In what can only be described as a masterclass in priorities, the UK government has announced a £1.3 billion commitment to Universal UK, a sprawling theme park planned for Bedfordshire. While the NHS waits for funding that never quite arrives and local councils decide which libraries to close this quarter, the government has decided that what Britain really needs right now is a place to pay £80 for a hamburger while standing in a queue for three hours.

Let’s be clear about what is happening here. This is not a private company betting its own money on entertainment. This is public money—the kind that could theoretically fix a pothole, staff a school, or keep a care home open—being redirected toward a facility where the main economic activity will be separating families from their savings while they wait for a ride that lasts ninety seconds.

The government’s logic, as near as anyone can tell, is that theme parks create jobs and boost regional development. This is technically true in the way that hiring someone to dig a hole and another person to fill it creates employment. Yes, there will be construction work. Yes, there will be operational roles. But the opportunity cost—what else that money could have done—has simply been filed under “not our problem right now.”

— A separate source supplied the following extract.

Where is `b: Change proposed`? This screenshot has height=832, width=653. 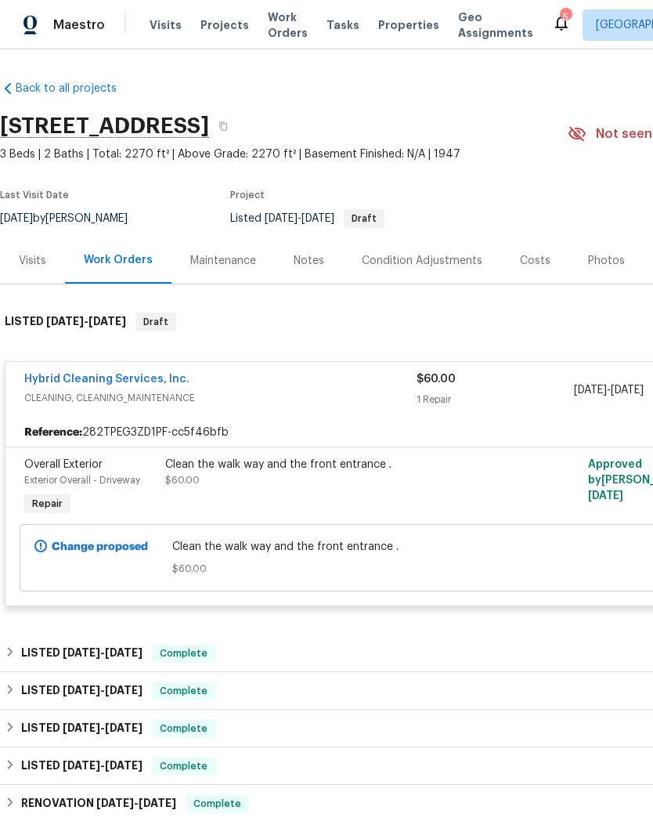
b: Change proposed is located at coordinates (99, 547).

What makes this particularly amusing is the timing. We are in a period where the government regularly insists it has no money for various public services. Teachers are leaving the profession because wages have not kept pace with inflation. The social care system is being held together with duct tape and the goodwill of exhausted workers. Public transport in most regions outside London is either nonexistent or costs more than a small car payment. But sure, let’s build a theme park.

The argument, naturally, will be framed around “economic stimulus” and “visitor numbers” and “international reputation.” These are the words you use when you want to sound like you have thought about something without actually defending why you chose to spend money on it instead of something else. Every pound spent on Universal UK is a pound not spent on something that might actually improve the lives of people who are not on holiday.

There is also something darkly funny about the name itself. “Universal UK” suggests a park for everyone, a democratic entertainment space. In reality, it will be accessible to families who can afford the ticket prices, the travel, the accommodation, and the eye-watering food costs. It will be universal in the way that private healthcare is universal—technically available to everyone, practically available to people with disposable income.

The government will point to job creation figures and tax revenue projections, and these numbers will probably be real in the way that all projections are real: they will exist on paper, and reality will do something else entirely. Theme parks have a habit of underperforming forecasts, especially when the surrounding economy is not exactly booming and families are cutting discretionary spending.

None of this is to say that theme parks are inherently bad or that entertainment has no value. People deserve joy. But there is a difference between a society that produces joy and a government that spends public money on a single entertainment venue while claiming poverty when it comes to everything else.

The truly absurd part is that this will probably work politically. The park will be built. There will be a ribbon-cutting ceremony with politicians smiling in front of roller coasters. The media will cover the opening day with breathless enthusiasm. And in the background, somewhere in a council office, someone will be calculating which swimming pool to close to balance the budget.

This is not economics. This is theatre—and not even the fun kind that happens at a theme park.